Compared with patients with no comorbidity, the odds of being admitted to the NHS for patients with comorbidity increased from 0.16 in period 1 to 0.21, 0.27, and 0.50 in periods 2, 3 and 4, respectively, and in private providers went from 0.03 in period 2 to 0.02 and 0.32 in periods 3 and 4, respectively (see Supplemental Table ST5). In period 2 and period 3, respectively, only 2.8 percent and 2.4 percent of patients admitted to private providers had any comorbidity, compared with 14.1 percent and 17.6 percent of patients admitted to the NHS. Only 6 patients with any comorbidity were admitted to private providers in 2005-2006 and 2006-2007 out of a total of 2,168 patients admitted to private providers in these two years (see Supplemental Table ST7 and Figure SF3).

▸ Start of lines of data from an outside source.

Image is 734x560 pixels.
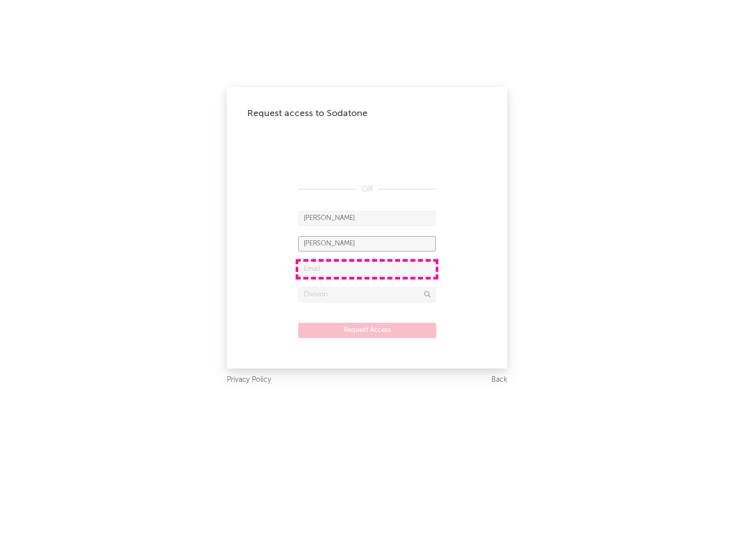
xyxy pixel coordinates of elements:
[298,287,436,302] input: Division
[227,374,272,387] a: Privacy Policy
[248,107,487,120] div: Request access to Sodatone
[298,184,436,196] div: OR
[298,262,436,277] input: Email
[298,211,436,226] input: First Name
[492,374,507,387] a: Back
[298,323,436,338] button: Request Access
[298,236,436,252] input: Last Name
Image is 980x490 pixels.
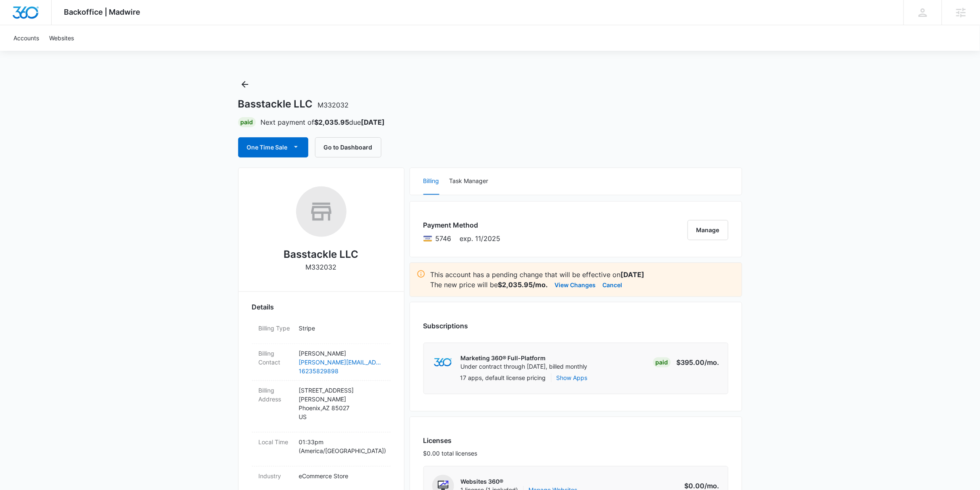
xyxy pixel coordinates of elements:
p: 01:33pm ( America/[GEOGRAPHIC_DATA] ) [300,438,384,455]
p: Websites 360® [461,477,578,486]
button: Manage [688,220,729,241]
p: eCommerce Store [300,472,384,480]
button: View Changes [555,280,596,290]
div: Paid [653,358,671,367]
dt: Billing Address [259,387,293,404]
a: [PERSON_NAME][EMAIL_ADDRESS][DOMAIN_NAME] [300,358,384,367]
dt: Local Time [259,438,293,447]
h3: Licenses [423,436,477,446]
h3: Subscriptions [423,321,469,331]
button: Task Manager [449,168,489,195]
p: This account has a pending change that will be effective on [431,270,735,280]
span: Details [252,303,274,312]
a: 16235829898 [300,367,384,376]
button: Go to Dashboard [315,137,382,158]
button: Billing [423,168,440,195]
a: Accounts [9,25,44,51]
p: Marketing 360® Full-Platform [461,355,588,362]
button: Back [239,77,251,91]
dt: Billing Contact [259,349,293,367]
p: $395.00 [677,358,720,367]
p: $0.00 total licenses [423,449,477,458]
button: One Time Sale [239,137,308,158]
dt: Billing Type [259,324,293,332]
p: Stripe [300,324,384,332]
span: /mo. [706,482,720,490]
span: Backoffice | Madwire [65,8,141,16]
a: Websites [44,25,79,51]
span: exp. 11/2025 [460,234,501,244]
h2: Basstackle LLC [284,247,359,262]
div: Billing Address[STREET_ADDRESS][PERSON_NAME]Phoenix,AZ 85027US [252,381,390,433]
h1: Basstackle LLC [239,98,349,110]
button: Show Apps [557,374,588,383]
button: Cancel [603,280,622,290]
div: Billing TypeStripe [252,319,390,344]
h3: Payment Method [423,220,501,230]
dt: Industry [259,472,293,480]
div: Billing Contact[PERSON_NAME][PERSON_NAME][EMAIL_ADDRESS][DOMAIN_NAME]16235829898 [252,344,390,381]
strong: [DATE] [361,118,386,127]
strong: $2,035.95 [315,118,350,127]
p: The new price will be [431,280,548,290]
p: [PERSON_NAME] [300,349,384,358]
img: marketing360Logo [434,359,452,367]
div: Local Time01:33pm (America/[GEOGRAPHIC_DATA]) [252,433,390,467]
p: Under contract through [DATE], billed monthly [461,362,588,371]
p: 17 apps, default license pricing [461,374,546,383]
p: [STREET_ADDRESS][PERSON_NAME] Phoenix , AZ 85027 US [300,387,384,421]
span: M332032 [318,101,349,109]
p: Next payment of due [261,117,386,128]
div: Paid [239,117,256,128]
strong: $2,035.95/mo. [499,280,548,289]
span: Visa ending with [436,234,451,244]
span: /mo. [706,359,720,367]
p: M332032 [306,262,337,273]
strong: [DATE] [621,271,645,279]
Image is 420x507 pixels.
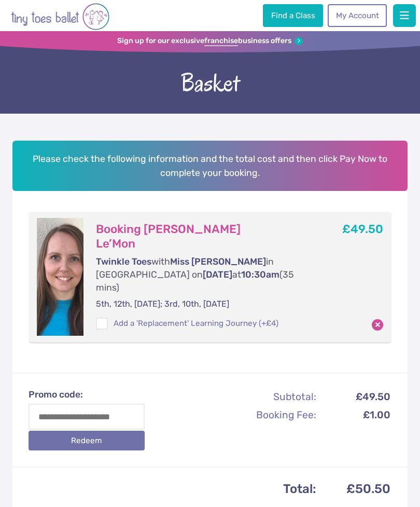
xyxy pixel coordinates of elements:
[170,256,266,267] span: Miss [PERSON_NAME]
[206,406,317,423] th: Booking Fee:
[29,388,145,401] label: Promo code:
[204,36,238,46] strong: franchise
[328,4,387,27] a: My Account
[343,222,383,236] b: £49.50
[241,269,280,280] span: 10:30am
[96,318,278,329] label: Add a 'Replacement' Learning Journey (+£4)
[11,2,109,31] img: tiny toes ballet
[96,255,305,293] p: with in [GEOGRAPHIC_DATA] on at (35 mins)
[318,406,391,423] td: £1.00
[96,298,305,310] p: 5th, 12th, [DATE]; 3rd, 10th, [DATE]
[206,388,317,405] th: Subtotal:
[203,269,233,280] span: [DATE]
[96,222,305,251] h3: Booking [PERSON_NAME] Le’Mon
[318,388,391,405] td: £49.50
[96,256,151,267] span: Twinkle Toes
[117,36,303,46] a: Sign up for our exclusivefranchisebusiness offers
[12,141,408,191] h2: Please check the following information and the total cost and then click Pay Now to complete your...
[263,4,323,27] a: Find a Class
[29,430,145,450] button: Redeem
[318,478,391,500] td: £50.50
[29,478,317,500] th: Total:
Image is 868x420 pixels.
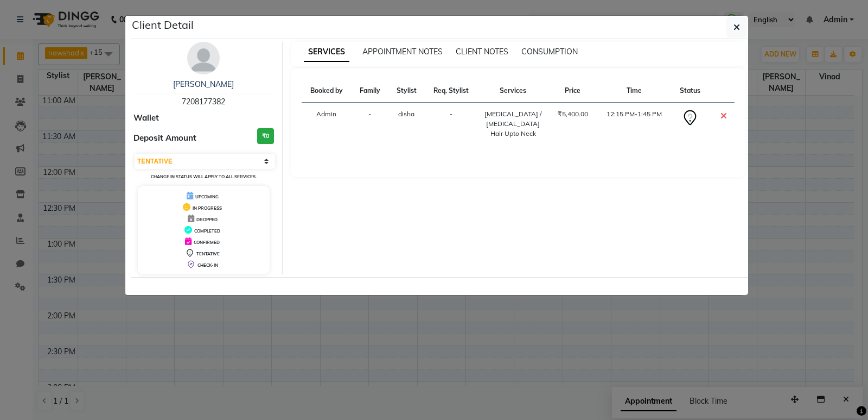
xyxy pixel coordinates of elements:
[151,174,257,179] small: Change in status will apply to all services.
[597,103,672,146] td: 12:15 PM-1:45 PM
[132,17,193,33] h5: Client Detail
[193,239,220,245] span: CONFIRMED
[351,79,389,103] th: Family
[257,128,274,144] h3: ₹0
[398,109,415,118] span: disha
[192,205,222,211] span: IN PROGRESS
[194,228,221,233] span: COMPLETED
[197,262,218,268] span: CHECK-IN
[484,109,543,139] div: [MEDICAL_DATA] / [MEDICAL_DATA] Hair Upto Neck
[549,79,597,103] th: Price
[304,42,350,62] span: SERVICES
[425,79,478,103] th: Req. Stylist
[351,103,389,146] td: -
[134,111,159,124] span: Wallet
[425,103,478,146] td: -
[672,79,709,103] th: Status
[521,47,578,57] span: CONSUMPTION
[187,42,220,74] img: avatar
[134,132,196,145] span: Deposit Amount
[195,193,219,199] span: UPCOMING
[302,79,351,103] th: Booked by
[477,79,549,103] th: Services
[302,103,351,146] td: Admin
[196,251,220,256] span: TENTATIVE
[362,47,443,57] span: APPOINTMENT NOTES
[389,79,425,103] th: Stylist
[196,217,218,222] span: DROPPED
[597,79,672,103] th: Time
[556,109,591,119] div: ₹5,400.00
[173,79,234,89] a: [PERSON_NAME]
[456,47,509,57] span: CLIENT NOTES
[182,97,226,106] span: 7208177382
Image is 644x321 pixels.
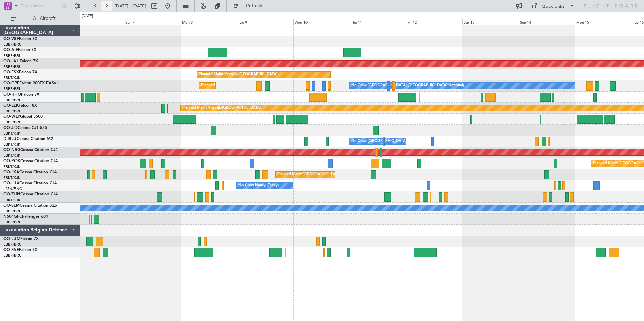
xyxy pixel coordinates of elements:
span: OO-FAE [4,248,19,252]
a: D-IBLUCessna Citation M2 [4,137,53,141]
span: OO-ZUN [4,192,20,197]
button: Quick Links [528,1,578,12]
span: N604GF [4,215,19,219]
div: Sun 14 [518,19,575,24]
div: Mon 8 [180,19,237,24]
span: OO-HHO [4,93,21,96]
a: OO-ROKCessna Citation CJ4 [4,159,58,163]
span: OO-GPE [4,81,19,86]
span: Refresh [240,4,268,8]
a: OO-AIEFalcon 7X [4,48,36,52]
span: OO-SLM [4,204,19,208]
div: Planned Maint [GEOGRAPHIC_DATA] ([GEOGRAPHIC_DATA] National) [277,170,399,180]
span: OO-LUM [4,237,20,241]
span: OO-LAH [4,59,19,63]
a: OO-LXACessna Citation CJ4 [4,171,56,174]
a: EBKT/KJK [4,164,20,169]
a: EBKT/KJK [4,198,20,203]
a: LFSN/ENC [4,186,22,192]
a: OO-ELKFalcon 8X [4,104,37,108]
div: No Crew [GEOGRAPHIC_DATA] ([GEOGRAPHIC_DATA] National) [351,81,464,91]
button: All Aircraft [7,13,73,24]
span: OO-ROK [4,159,20,163]
div: No Crew [GEOGRAPHIC_DATA] ([GEOGRAPHIC_DATA] National) [351,137,464,146]
span: OO-NSG [4,148,20,152]
span: OO-JID [4,126,18,130]
div: No Crew Nancy (Essey) [239,181,279,191]
a: EBKT/KJK [4,142,20,147]
span: OO-VSF [4,37,19,41]
a: OO-FAEFalcon 7X [4,248,38,252]
div: Planned Maint Kortrijk-[GEOGRAPHIC_DATA] [198,70,277,79]
span: OO-WLP [4,115,20,119]
div: Planned Maint Kortrijk-[GEOGRAPHIC_DATA] [182,103,260,113]
a: OO-NSGCessna Citation CJ4 [4,148,58,152]
button: Refresh [230,1,270,12]
a: OO-GPEFalcon 900EX EASy II [4,81,59,86]
a: EBKT/KJK [4,75,20,81]
a: EBKT/KJK [4,153,20,158]
a: OO-WLPGlobal 5500 [4,115,42,119]
a: EBBR/BRU [4,109,22,114]
div: Thu 11 [350,19,406,24]
a: OO-VSFFalcon 8X [4,37,38,41]
a: EBBR/BRU [4,120,22,125]
a: EBBR/BRU [4,220,22,225]
span: OO-FSX [4,70,19,75]
a: OO-LAHFalcon 7X [4,59,38,63]
a: OO-HHOFalcon 8X [4,93,39,96]
span: [DATE] - [DATE] [115,3,146,9]
a: N604GFChallenger 604 [4,215,48,219]
a: OO-LUMFalcon 7X [4,237,39,241]
a: EBBR/BRU [4,53,22,58]
a: OO-SLMCessna Citation XLS [4,204,57,208]
div: Sat 6 [68,19,124,24]
a: EBBR/BRU [4,87,22,92]
a: EBBR/BRU [4,64,22,69]
div: Wed 10 [293,19,350,24]
div: [DATE] [81,13,93,19]
a: OO-JIDCessna CJ1 525 [4,126,47,130]
a: OO-LUXCessna Citation CJ4 [4,181,56,186]
div: Mon 15 [575,19,631,24]
div: Sun 7 [124,19,180,24]
span: OO-ELK [4,104,19,108]
a: EBBR/BRU [4,209,22,214]
div: Planned Maint [GEOGRAPHIC_DATA] ([GEOGRAPHIC_DATA] National) [201,81,323,91]
a: EBBR/BRU [4,253,22,258]
span: OO-LUX [4,181,19,186]
span: D-IBLU [4,137,16,141]
div: Sat 13 [463,19,518,24]
span: All Aircraft [18,16,71,21]
span: OO-AIE [4,48,18,52]
a: OO-ZUNCessna Citation CJ4 [4,192,58,197]
a: EBKT/KJK [4,175,20,180]
div: Tue 9 [237,19,293,24]
a: EBBR/BRU [4,42,22,47]
div: Fri 12 [406,19,462,24]
a: EBBR/BRU [4,242,22,247]
a: OO-FSXFalcon 7X [4,70,38,75]
input: Trip Number [21,1,59,11]
a: EBKT/KJK [4,131,20,136]
a: EBBR/BRU [4,98,22,103]
span: OO-LXA [4,171,19,174]
div: Quick Links [541,4,564,10]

Hip Replacement Waiting Times
Trends
Mean waiting time fell by half between 1997-1998 and 2018-2019, rising from 217.8 days in 1997-1998 to 250.2 days in 2001-2002, then falling to 84.4 days in 2008-2009, plateauing to 84.2 days in 2014-2015 then rising again to 108.9 days in 2018-2019 (see Figure 2 and Supplemental Table ST10).

NHS England-funded elective primary hip and knee replacement mean waiting time by financial year. All admissions (all ages) by direct NHS provision and private providers April 1, 1997, to March 31, 2019.
Mean waiting time fell throughout the periods, from 238.1 in period 1 to 198.6, 132.5, and 89.5 days in periods 2, 3 and 4 overall; from 238.1 days in period 1 to 199.8, 135.1, and 96.9 days in periods 2, 3 and 4 in the NHS; and from 119.2 days in period 2 to 67.1 and 61.4 days in periods 3 and 4 in private providers (see Supplemental Table ST9).
Inequality
Inequality in waiting time between IMD1 and IMD5 decreased −1.16 days per quarter in period 1 (April 1, 1997, to December 31, 2002) and increased 0.29 days per quarter in periods 2, 3 and 4 combined (January 1, 2003, to March 31, 2019) (see Figure 3 and Supplemental Table ST11).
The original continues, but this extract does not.